The industry of man consists of making new structures. A machine is a structure, for it is made up of parts working as one. A pen is a structure, if thought of as having parts working as one. A book is a structure. The earth is a structure. We ourselves are structures, when we see ourselves as having parts going for one effect or purpose.
Everything, therefore, if it is seen as having parts, is a structure; for a thing, by being a thing, is already a one. What, then does not have structure? —An important event in the history of chemistry was the changing of the atom from a thing not having parts into a structure. ls an electron a structure?
If an electron is not seen as having parts, it would be only an entity, only being, not structure. If matter and force are looked on as parts of the electron, the electron has structure.
In a material object, the parts—that is, things less than the whole which are seen as of the object—are of two kinds. For example, a park bench can be seen as made up of shape and wood and paint and metal. Each aspect of the shape can be seen as part of the structure, which is the bench. The green paint, as matter, can be regarded as part of the structure. Green, just as form-surface, can be regarded as part of the structure.
The bringing together of. things of weight with forms not of weight, is what we find in the whole history of the making or manufacturing of things.
Structure also is in things not of weight. There is the structure of grammar, of a single sentence, of a paragraph, of a chord of music, of a fugue, of an equation, of an idea. In all instances of structure, however, parts are seen as working for one effect or purpose.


Could you retype the entries below exactly, omitting every picture?

-- Opening Marker --

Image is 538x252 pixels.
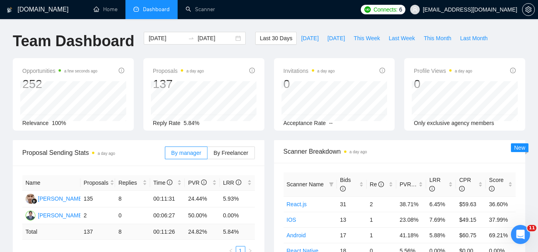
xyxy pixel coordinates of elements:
[527,225,536,231] span: 11
[153,120,180,126] span: Reply Rate
[489,177,503,192] span: Score
[379,68,385,73] span: info-circle
[429,186,435,191] span: info-circle
[510,68,515,73] span: info-circle
[287,217,296,223] a: IOS
[186,69,204,73] time: a day ago
[414,120,494,126] span: Only exclusive agency members
[22,175,80,191] th: Name
[220,224,255,240] td: 5.84 %
[80,224,115,240] td: 137
[456,196,486,212] td: $59.63
[340,177,351,192] span: Bids
[349,32,384,45] button: This Week
[329,182,334,187] span: filter
[522,6,535,13] a: setting
[426,196,456,212] td: 6.45%
[489,186,494,191] span: info-circle
[459,177,471,192] span: CPR
[511,225,530,244] iframe: Intercom live chat
[384,32,419,45] button: Last Week
[283,66,335,76] span: Invitations
[80,175,115,191] th: Proposals
[7,4,12,16] img: logo
[98,151,115,156] time: a day ago
[220,191,255,207] td: 5.93%
[259,34,292,43] span: Last 30 Days
[115,224,150,240] td: 8
[340,186,345,191] span: info-circle
[337,212,367,227] td: 13
[423,34,451,43] span: This Month
[133,6,139,12] span: dashboard
[84,178,108,187] span: Proposals
[283,146,516,156] span: Scanner Breakdown
[486,227,515,243] td: 69.21%
[460,34,487,43] span: Last Month
[143,6,170,13] span: Dashboard
[148,34,185,43] input: Start date
[25,194,35,204] img: AI
[188,35,194,41] span: to
[337,196,367,212] td: 31
[287,201,307,207] a: React.js
[255,32,297,45] button: Last 30 Days
[167,179,172,185] span: info-circle
[287,181,324,187] span: Scanner Name
[115,175,150,191] th: Replies
[412,7,418,12] span: user
[119,68,124,73] span: info-circle
[388,34,415,43] span: Last Week
[373,5,397,14] span: Connects:
[414,76,472,92] div: 0
[80,191,115,207] td: 135
[396,227,426,243] td: 41.18%
[150,191,185,207] td: 00:11:31
[183,120,199,126] span: 5.84%
[153,76,204,92] div: 137
[486,196,515,212] td: 36.60%
[38,211,131,220] div: [PERSON_NAME] [PERSON_NAME]
[150,224,185,240] td: 00:11:26
[426,227,456,243] td: 5.88%
[370,181,384,187] span: Re
[13,32,134,51] h1: Team Dashboard
[399,181,418,187] span: PVR
[22,120,49,126] span: Relevance
[213,150,248,156] span: By Freelancer
[396,212,426,227] td: 23.08%
[25,212,131,218] a: MA[PERSON_NAME] [PERSON_NAME]
[52,120,66,126] span: 100%
[287,232,306,238] a: Android
[201,179,207,185] span: info-circle
[297,32,323,45] button: [DATE]
[25,195,84,201] a: AI[PERSON_NAME]
[323,32,349,45] button: [DATE]
[455,32,492,45] button: Last Month
[378,181,384,187] span: info-circle
[419,32,455,45] button: This Month
[115,191,150,207] td: 8
[283,120,326,126] span: Acceptance Rate
[367,227,396,243] td: 1
[31,198,37,204] img: gigradar-bm.png
[353,34,380,43] span: This Week
[301,34,318,43] span: [DATE]
[236,179,241,185] span: info-circle
[64,69,97,73] time: a few seconds ago
[22,148,165,158] span: Proposal Sending Stats
[38,194,84,203] div: [PERSON_NAME]
[197,34,234,43] input: End date
[171,150,201,156] span: By manager
[456,212,486,227] td: $49.15
[399,5,402,14] span: 6
[185,224,220,240] td: 24.82 %
[364,6,371,13] img: upwork-logo.png
[327,178,335,190] span: filter
[185,191,220,207] td: 24.44%
[486,212,515,227] td: 37.99%
[153,179,172,186] span: Time
[22,224,80,240] td: Total
[220,207,255,224] td: 0.00%
[514,144,525,151] span: New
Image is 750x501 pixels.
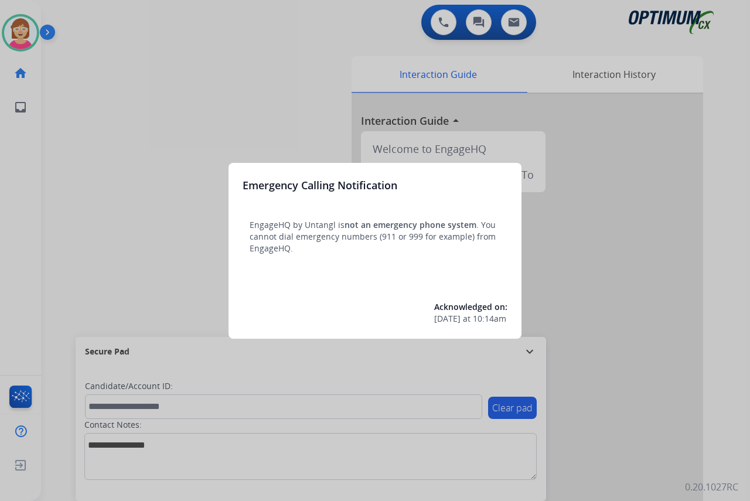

-- Closing Marker --

Result for this exercise =
Image is 538x252 pixels.
xyxy pixel coordinates of elements:
[527,225,536,231] span: 11
[153,120,180,126] span: Reply Rate
[489,177,503,192] span: Score
[379,68,385,73] span: info-circle
[429,186,435,191] span: info-circle
[510,68,515,73] span: info-circle
[287,217,296,223] a: IOS
[186,69,204,73] time: a day ago
[414,120,494,126] span: Only exclusive agency members
[22,175,80,191] th: Name
[220,224,255,240] td: 5.84 %
[80,224,115,240] td: 137
[456,196,486,212] td: $59.63
[340,177,351,192] span: Bids
[349,32,384,45] button: This Week
[329,182,334,187] span: filter
[522,6,535,13] a: setting
[426,196,456,212] td: 6.45%
[489,186,494,191] span: info-circle
[459,177,471,192] span: CPR
[511,225,530,244] iframe: Intercom live chat
[384,32,419,45] button: Last Week
[283,66,335,76] span: Invitations
[80,175,115,191] th: Proposals
[7,4,12,16] img: logo
[98,151,115,156] time: a day ago
[220,191,255,207] td: 5.93%
[259,34,292,43] span: Last 30 Days
[115,224,150,240] td: 8
[340,186,345,191] span: info-circle
[337,212,367,227] td: 13
[423,34,451,43] span: This Month
[133,6,139,12] span: dashboard
[84,178,108,187] span: Proposals
[283,146,516,156] span: Scanner Breakdown
[486,227,515,243] td: 69.21%
[460,34,487,43] span: Last Month
[143,6,170,13] span: Dashboard
[148,34,185,43] input: Start date
[25,194,35,204] img: AI
[188,35,194,41] span: to
[337,196,367,212] td: 31
[287,201,307,207] a: React.js
[255,32,297,45] button: Last 30 Days
[167,179,172,185] span: info-circle
[287,181,324,187] span: Scanner Name
[115,175,150,191] th: Replies
[412,7,418,12] span: user
[119,68,124,73] span: info-circle
[388,34,415,43] span: Last Week
[373,5,397,14] span: Connects:
[414,76,472,92] div: 0
[80,191,115,207] td: 135
[396,227,426,243] td: 41.18%
[150,191,185,207] td: 00:11:31
[183,120,199,126] span: 5.84%
[153,76,204,92] div: 137
[486,196,515,212] td: 36.60%
[38,211,131,220] div: [PERSON_NAME] [PERSON_NAME]
[150,224,185,240] td: 00:11:26
[426,227,456,243] td: 5.88%
[370,181,384,187] span: Re
[13,32,134,51] h1: Team Dashboard
[399,181,418,187] span: PVR
[22,120,49,126] span: Relevance
[213,150,248,156] span: By Freelancer
[396,212,426,227] td: 23.08%
[25,212,131,218] a: MA[PERSON_NAME] [PERSON_NAME]
[52,120,66,126] span: 100%
[287,232,306,238] a: Android
[201,179,207,185] span: info-circle
[297,32,323,45] button: [DATE]
[25,195,84,201] a: AI[PERSON_NAME]
[323,32,349,45] button: [DATE]
[455,32,492,45] button: Last Month
[378,181,384,187] span: info-circle
[419,32,455,45] button: This Month
[115,191,150,207] td: 8
[283,120,326,126] span: Acceptance Rate
[367,227,396,243] td: 1
[31,198,37,204] img: gigradar-bm.png
[353,34,380,43] span: This Week
[301,34,318,43] span: [DATE]
[236,179,241,185] span: info-circle
[64,69,97,73] time: a few seconds ago
[22,148,165,158] span: Proposal Sending Stats
[38,194,84,203] div: [PERSON_NAME]
[197,34,234,43] input: End date
[171,150,201,156] span: By manager
[456,212,486,227] td: $49.15
[399,5,402,14] span: 6
[185,224,220,240] td: 24.82 %
[364,6,371,13] img: upwork-logo.png
[327,178,335,190] span: filter
[185,191,220,207] td: 24.44%
[486,212,515,227] td: 37.99%
[153,179,172,186] span: Time
[22,224,80,240] td: Total
[220,207,255,224] td: 0.00%
[514,144,525,151] span: New
Image is 750x501 pixels.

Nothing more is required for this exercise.